Gibbard, A. (1990) Wise Choices, Apt Feelings: A Theory of Normative Judgment, Cambridge, MA: Harvard University Press.(An insightful revision of the ’emotivist’ view of ethics using an evolutionary model.)

Greenspan, P. (1988) Emotions and Reasons, New York: Routledge.(The most thorough examination of the role of reasons in emotion.)

James, W. (1884) What is an Emotion?, Mind 19: 188-204.

Kenny, A. (1963) Action, Emotion and Will, London: Routledge & Kegan Paul.(A classic study of the notion of intentionality and the role of the formal object in emotion.)

Lyons, D. (1980) Emotion, Cambridge: Cambridge University Press.(An excellent physiological-cognitive analysis of emotion.)
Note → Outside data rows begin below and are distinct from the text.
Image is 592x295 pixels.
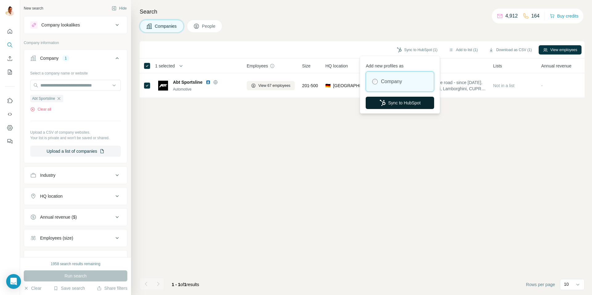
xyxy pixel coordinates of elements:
[365,97,434,109] button: Sync to HubSpot
[5,53,15,64] button: Enrich CSV
[24,210,127,225] button: Annual revenue ($)
[40,172,55,178] div: Industry
[40,214,77,220] div: Annual revenue ($)
[173,79,202,85] span: Abt Sportsline
[24,6,43,11] div: New search
[51,261,100,267] div: 1958 search results remaining
[107,4,131,13] button: Hide
[5,39,15,51] button: Search
[258,83,290,88] span: View 67 employees
[24,40,127,46] p: Company information
[53,285,85,292] button: Save search
[40,193,63,199] div: HQ location
[24,168,127,183] button: Industry
[5,26,15,37] button: Quick start
[484,45,536,55] button: Download as CSV (1)
[184,282,186,287] span: 1
[5,109,15,120] button: Use Surfe API
[5,136,15,147] button: Feedback
[564,281,569,288] p: 10
[505,12,517,20] p: 4,912
[158,81,168,91] img: Logo of Abt Sportsline
[206,80,210,85] img: LinkedIn logo
[24,189,127,204] button: HQ location
[41,22,80,28] div: Company lookalikes
[247,81,295,90] button: View 67 employees
[493,63,502,69] span: Lists
[202,23,216,29] span: People
[155,23,177,29] span: Companies
[392,45,442,55] button: Sync to HubSpot (1)
[40,235,73,241] div: Employees (size)
[5,6,15,16] img: Avatar
[30,107,51,112] button: Clear all
[5,67,15,78] button: My lists
[40,256,65,262] div: Technologies
[30,146,121,157] button: Upload a list of companies
[180,282,184,287] span: of
[30,130,121,135] p: Upload a CSV of company websites.
[62,55,69,61] div: 1
[247,63,268,69] span: Employees
[5,95,15,106] button: Use Surfe on LinkedIn
[24,231,127,246] button: Employees (size)
[32,96,55,101] span: Abt Sportsline
[538,45,581,55] button: View employees
[549,12,578,20] button: Buy credits
[541,63,571,69] span: Annual revenue
[302,63,310,69] span: Size
[325,63,348,69] span: HQ location
[155,63,175,69] span: 1 selected
[173,87,239,92] div: Automotive
[24,18,127,32] button: Company lookalikes
[24,285,41,292] button: Clear
[526,282,555,288] span: Rows per page
[333,83,375,89] span: [GEOGRAPHIC_DATA], [GEOGRAPHIC_DATA]
[302,83,318,89] span: 201-500
[40,55,59,61] div: Company
[172,282,199,287] span: results
[493,83,514,88] span: Not in a list
[140,7,584,16] h4: Search
[30,135,121,141] p: Your list is private and won't be saved or shared.
[24,252,127,267] button: Technologies
[531,12,539,20] p: 164
[444,45,482,55] button: Add to list (1)
[97,285,127,292] button: Share filters
[24,51,127,68] button: Company1
[5,122,15,133] button: Dashboard
[381,78,402,85] label: Company
[172,282,180,287] span: 1 - 1
[365,60,434,69] p: Add new profiles as
[30,68,121,76] div: Select a company name or website
[6,274,21,289] div: Open Intercom Messenger
[541,83,542,88] span: -
[325,83,330,89] span: 🇩🇪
Neu, J. (1977) Emotion, Thought and Therapy, Berkeley and Los Angeles, CA: University of California Press.(A thorough-going cognitive view of emotion.)

Nietzsche, F. ([1887] 1967) On the Genealogy of Morals, New York: Random House.

Rorty, A. (ed). (1980) Explaining Emotions, Berkeley and Los Angeles, CA: University of California Press.(An excellent collection of contemporary essays.)

Ryle, G. (1949) The Concept of Mind, New York: Barnes & Noble.(An attempt to eliminate the emotions as aspects of tthe ’ghost in the machine’.)

Sartre, J.-P. (1948) The Emotions: Sketch of A Theory, New York: Philosophical Library.(The innovative conception of emotions as ’magical transformations of the world’.)

Schachter, S. and Singer, J. (1962) ’Cognitive, Social and Physiological Determinants of Emotional State’, Psychology Review 69 (5).(The most influential contemporary response to William James in psychology.)

Solomon, R. (1993) The Passions: Emotions and the Meaning of Life, Indianapolis, IN: Hackett Publishing Company. (Expansion of the cognitive view discussed in this entry.)

Wilson, J.R.S. (1972) Emotion and Object, Cambridge: Cambridge University Press.(Perhaps the best and most extended discussion of the ‘intentionality’ of emotion.)

Wittgenstein, L. (1953) Philosophical Investigations, London: Routledge & Kegan Paul.